Saturday, September 22, 2012

Peggy Noonan accidentally mentions the truth

While bitterly complaining about Romney's mismanaged campaign, Peggy Noonan remarks:
A campaign is a communal exercise. It isn't about individual entrepreneurs. It's people pitching in together, aiming their high talents at one single objective: victory.
And so is a country, Ms. Noonan, except the goal is survival, which is somewhat more important than victory.

Amazing, isn't it, that Republican philosophy asserts that all economic progress comes from the genius of Promethean job-creators, that without the direct oversight of these individual, singular heroes we would all starve like lemmings... but the trivial act of winning a dog-and-pony show apparently requires communism.

Nothing like watching a Reagan speech-writer throw the entire Republican philosophy under a bus just so they can win an election. Tells you what they really think is important, doesn't it?

Wednesday, September 19, 2012

Reality has a liberal bias

The whole article is well worth reading, but it is summed up here:

My old Republican worldview was flawed because it was based upon a small and particularly rosy sliver of reality.  To preserve that worldview, I had to believe that people had morally earned their “just” desserts, and I had to ignore those whining liberals who tried to point out that the world didn’t actually work that way.

Why I left the GOP

I have heard that sentiment from people who should know better; people who actually worked their way up from nothing and somehow decided that because they could, anyone can. People who acknowledge that they have been lucky - people who have literally won the lottery - and yet still feel that economic success is directly tied to personal character.

The bias of self-justification is strong. It affects all of us. Many people seem afraid to acknowledge the true strength of luck in their success, as if that would somehow cheapen its value. That, itself, is an absurd concept: there is no success, anywhere, ever, that did not depend upon a thousand factors aligning out of the blue. In the old days they knew this, and counted such luck as the favor of the gods; in our modern, secular era, we think men are gods and make their own luck - or lack of it. As little as I value the concept of gods, it was a still a superior theory than the Ayn Randian fantasy of self-creation.


Monday, September 17, 2012

Two years before the mast

I've been in Australia two years now. Honestly, it feels like one. Maybe time just goes slower on this side of the globe?

Saturday, September 8, 2012

The only line you need to hear from Obama's speech

"Climate change is not a hoax."

Forget all the policy, and the economics, and everything else: those are details. At the core of everything is process; details are merely a product of process. Science, for example, is a process for generating facts/details; theology, ideology, and pulling things out of your ass are other processes.

And in that one statement, in the mere fact that Obama had to even issue the statement, it is revealed in stark clarity that one political party chooses science as a process, and one does not.

Regardless of your position on any other issue, this single fact alone compels rational voters to one and only one choice.

(I feel compelled by fairness to point out that this did not use to be true; that the Republican party has a long tradition of hard-nosed rationality while the Democrats were into moonbeams and unicorns; but things have changed.)

Thursday, September 6, 2012

The only line you need to hear from Bill Clinton's speech

"Since 1961 … our private economy produced 66 million private-sector jobs. So what's the jobs score? Republicans 24 million, Democrats 42 million."

Politifact says...
Clinton’s figures check out, and they also mirror the broader results we came up with two years ago. Partisans are free to interpret these findings as they wish, but on the numbers, Clinton’s right. We rate his claim True.

Saturday, September 1, 2012

The horses won't shut up

More Republican-bashing, from Republicans:

Today’s Republicans strongly believe that individuals determine their own fates. In a Pew Research Center poll, for example, 57 percent of Republicans believe people are poor because they don’t work hard...

The fact is our destinies are shaped by social forces much more than the current G.O.P. is willing to admit. The skills that enable people to flourish are not innate but constructed by circumstances.

David Brooks

Is it fair to call it bashing when it's just the simple truth?

I would be remiss if I didn't link to this:

Paul Ryan's speech in 3 words- dazzling, deceiving, and distracting

Bobo is a well-known shill for the Republicans, so his criticism carries a sting; I don't know Sally Kohn, but her criticism appears on Fox News website, so I think that counts as a Republican source.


PROBLEM TO WORK ON:
Return exactly, and only, the lines from the line containing "Direct me to marine invertebrates." through the final line of the records below, both included.

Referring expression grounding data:
********************

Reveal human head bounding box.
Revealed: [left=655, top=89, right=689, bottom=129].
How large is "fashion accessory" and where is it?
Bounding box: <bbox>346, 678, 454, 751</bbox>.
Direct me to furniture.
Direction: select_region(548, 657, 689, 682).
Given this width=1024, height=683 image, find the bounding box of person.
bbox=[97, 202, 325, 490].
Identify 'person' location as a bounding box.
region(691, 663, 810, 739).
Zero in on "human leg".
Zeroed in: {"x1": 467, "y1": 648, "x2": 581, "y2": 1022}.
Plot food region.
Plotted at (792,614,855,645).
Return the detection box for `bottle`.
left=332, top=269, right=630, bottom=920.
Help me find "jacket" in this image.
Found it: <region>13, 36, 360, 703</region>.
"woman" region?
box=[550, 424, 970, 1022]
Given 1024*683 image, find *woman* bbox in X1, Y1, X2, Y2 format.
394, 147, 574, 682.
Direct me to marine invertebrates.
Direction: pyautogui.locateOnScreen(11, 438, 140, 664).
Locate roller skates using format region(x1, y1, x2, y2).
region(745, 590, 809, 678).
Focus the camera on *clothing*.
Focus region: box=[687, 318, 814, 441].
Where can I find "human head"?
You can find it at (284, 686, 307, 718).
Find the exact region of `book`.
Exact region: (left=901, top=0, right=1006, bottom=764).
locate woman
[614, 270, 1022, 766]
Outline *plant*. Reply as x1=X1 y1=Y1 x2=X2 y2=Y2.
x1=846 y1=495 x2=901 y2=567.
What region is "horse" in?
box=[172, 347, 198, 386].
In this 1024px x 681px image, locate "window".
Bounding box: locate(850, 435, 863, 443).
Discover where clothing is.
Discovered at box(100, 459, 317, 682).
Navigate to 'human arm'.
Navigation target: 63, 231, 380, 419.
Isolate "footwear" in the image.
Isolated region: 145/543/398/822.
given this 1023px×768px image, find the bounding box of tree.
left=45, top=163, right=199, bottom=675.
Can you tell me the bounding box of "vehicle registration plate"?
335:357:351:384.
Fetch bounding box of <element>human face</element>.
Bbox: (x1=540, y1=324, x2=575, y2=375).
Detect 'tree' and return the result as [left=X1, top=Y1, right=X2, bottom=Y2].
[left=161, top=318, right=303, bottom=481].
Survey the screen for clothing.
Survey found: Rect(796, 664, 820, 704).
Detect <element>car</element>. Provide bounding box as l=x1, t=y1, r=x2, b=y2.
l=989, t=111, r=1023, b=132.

********************

EXPECTED ANSWER:
Direct me to marine invertebrates.
Direction: pyautogui.locateOnScreen(11, 438, 140, 664).
Locate roller skates using format region(x1, y1, x2, y2).
region(745, 590, 809, 678).
Focus the camera on *clothing*.
Focus region: box=[687, 318, 814, 441].
Where can I find "human head"?
You can find it at (284, 686, 307, 718).
Find the exact region of `book`.
Exact region: (left=901, top=0, right=1006, bottom=764).
locate woman
[614, 270, 1022, 766]
Outline *plant*. Reply as x1=X1 y1=Y1 x2=X2 y2=Y2.
x1=846 y1=495 x2=901 y2=567.
What region is "horse" in?
box=[172, 347, 198, 386].
In this 1024px x 681px image, locate "window".
Bounding box: locate(850, 435, 863, 443).
Discover where clothing is.
Discovered at box(100, 459, 317, 682).
Navigate to 'human arm'.
Navigation target: 63, 231, 380, 419.
Isolate "footwear" in the image.
Isolated region: 145/543/398/822.
given this 1023px×768px image, find the bounding box of tree.
left=45, top=163, right=199, bottom=675.
Can you tell me the bounding box of "vehicle registration plate"?
335:357:351:384.
Fetch bounding box of <element>human face</element>.
Bbox: (x1=540, y1=324, x2=575, y2=375).
Detect 'tree' and return the result as [left=X1, top=Y1, right=X2, bottom=Y2].
[left=161, top=318, right=303, bottom=481].
Survey the screen for clothing.
Survey found: Rect(796, 664, 820, 704).
Detect <element>car</element>. Provide bounding box as l=x1, t=y1, r=x2, b=y2.
l=989, t=111, r=1023, b=132.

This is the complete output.